What is different this year, though, is that clubs including Burnley and Crystal Palace are ahead of two of the so-called big six.

Arsenal, Chelsea, Liverpool, Manchester City, Manchester United and Tottenham Hotspur have won 45 of the past 48 Premier League and FA Cup titles.

Only Leicester City, who famously won the league title in 2015/16, as well as Wigan (2012/13) and Portsmouth, the winners of the 2007/08 FA Cup, have denied the big six their domination of English football since 1995.

After finishing second in the Premier League in the 2017/18 season and making it to the Champions League final last season, Spurs were hoping for even better things this time around.

They invested more than £100 million (R1.857 billion) in bringing Tanguy Ndombele, Ryan Sessegnon, Giovani Lo Celso and Jack Clarke to the new Tottenham Hotspur Stadium, and notched up some impressive results in pre-season friendlies – beating Real Madrid and Juventus, and holding Inter Milan and Bayern Munich to draws.
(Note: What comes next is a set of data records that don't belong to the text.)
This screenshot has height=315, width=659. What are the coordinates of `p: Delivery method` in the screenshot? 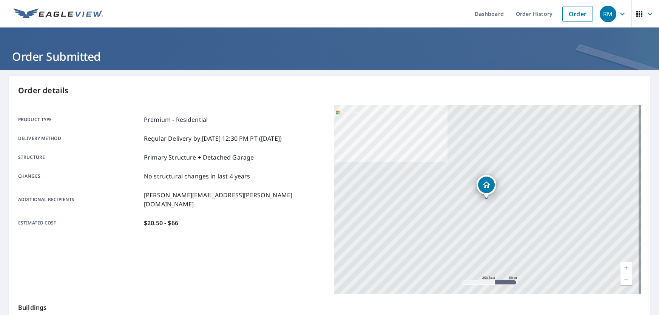 It's located at (79, 139).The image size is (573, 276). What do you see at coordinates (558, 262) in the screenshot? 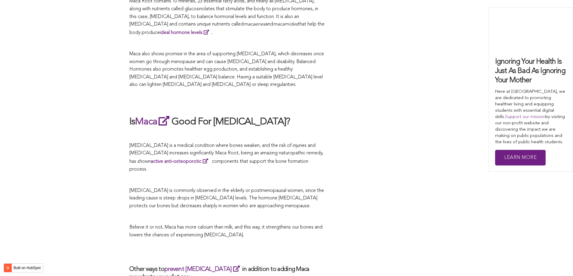
I see `div: Chat Widget` at bounding box center [558, 262].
Their start of the Premiership season was equally inspiring as they held Manchester City to a draw at the Etihad after beating Aston Villa in their opening fixture.

But, since then, things seem to have unravelled. Mauricio Pochettino’s men have lost four of their past five matches, and the past week has arguably been the worst for the club.
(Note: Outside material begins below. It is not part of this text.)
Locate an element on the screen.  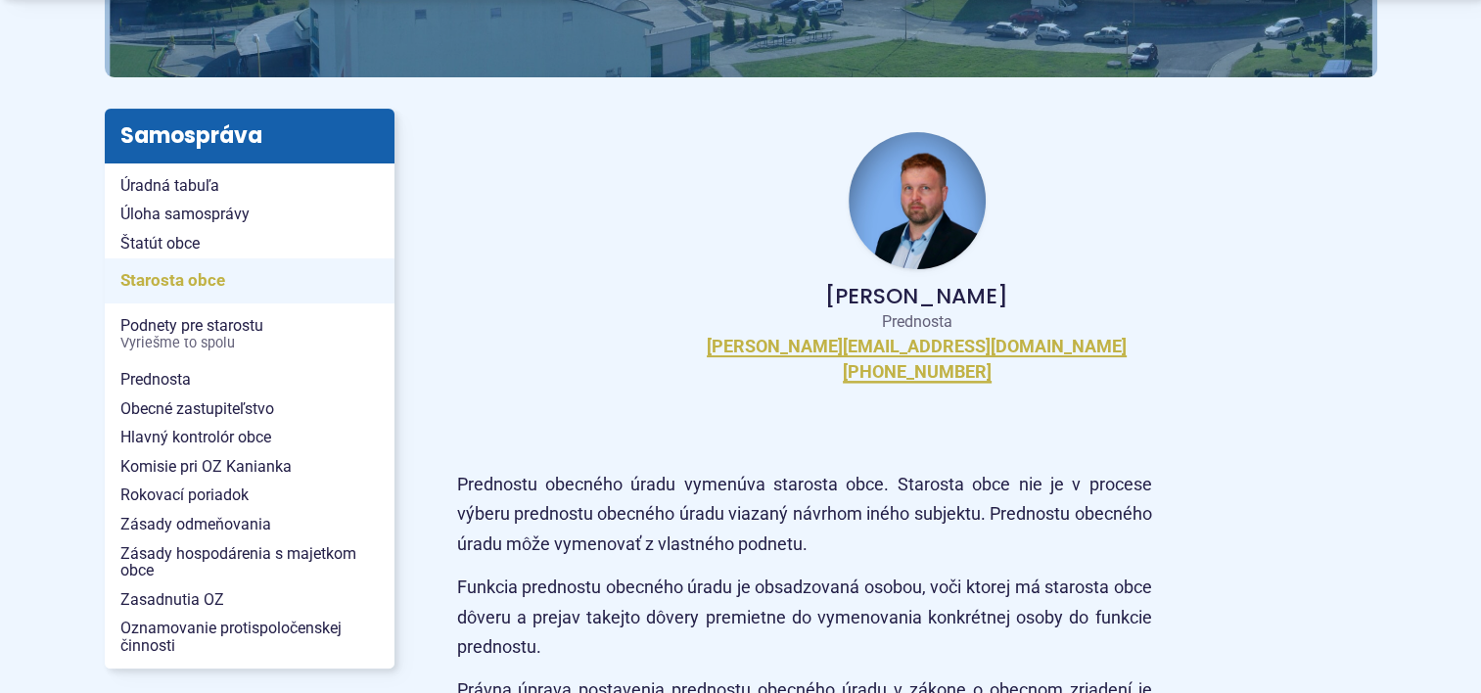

First Serge Gnabry inspired his Bayern Munich team-mates to an emphatic 7-2 win over Spurs in the Champions League, with the Arsenal reject scoring four goals during the rout. A few days later, Brighton outplayed them in a 3-0 league win.
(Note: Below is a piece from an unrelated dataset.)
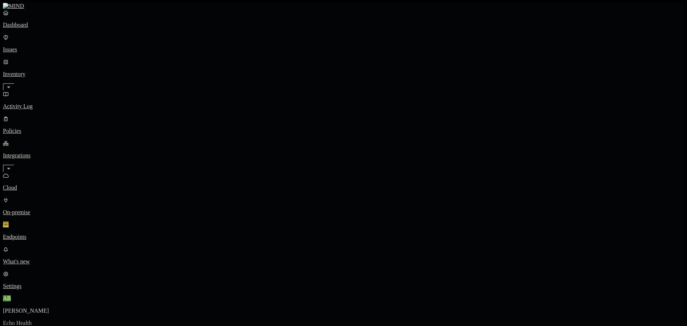 This screenshot has height=326, width=687. Describe the element at coordinates (343, 19) in the screenshot. I see `a: Dashboard` at that location.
A week before the Bayern debacle, they had been bundled out of the League Cup by fourth-tier Colchester United.

Read: United and Spurs expected to throw punches at Wembley

Several players were on the verge of leaving the club before the start of the season, with star attacking midfielder Christian Eriksen seeking a big-money move to Spain.

In the end, all of the players stayed with the club, and that is one of the reasons Pochettino put forward to explain the poor start of the season.

He said it would take some time to achieve unity again as several of the players had “different agendas”.

Eriksen, who is a far cry from the player he was in the past, told Danish media that such matters played no part in their poor start to the season.

“It doesn’t matter at all. Everyone is professional and there is talk of players going away in all clubs. That side of the matter has no bearing on how we have performed so far this season.”

Eriksen added that expectations were much higher now.

“We have to win every time, and it’s the same feeling we have as players as well. But the reason for our results is actually hard to answer. We can’t close the matches, even though we are ahead. But we have also been unlucky,” he said.

Manchester United sit even lower than Spurs – in 12th place – just two points above relegation.

They have taken just one point from their past three league games, losing at West Ham and Newcastle.

In the League Cup, they needed a penalty shoot-out to beat Rochdale after 16-year-old Luke Matheson equalised for the third-tier club.

Unlike Spurs, where few fingers are being pointed at Pochettino, the knives are being sharpened and pointed at United manager Ole Gunnar Solskjær, who was only given the job permanently earlier this year after remarkable success while he was interim coach.

The optimism that greeted his appointment is all but gone and United fans have already come to terms with not being able to compete for the league title.

What is left for Solskjær to keep his job are cup runs and good results in the league.

Next weekend, the Reds are away to Liverpool, and a heavy defeat could well be the straw that breaks the camel’s back and lead to Solskjær being shown the door.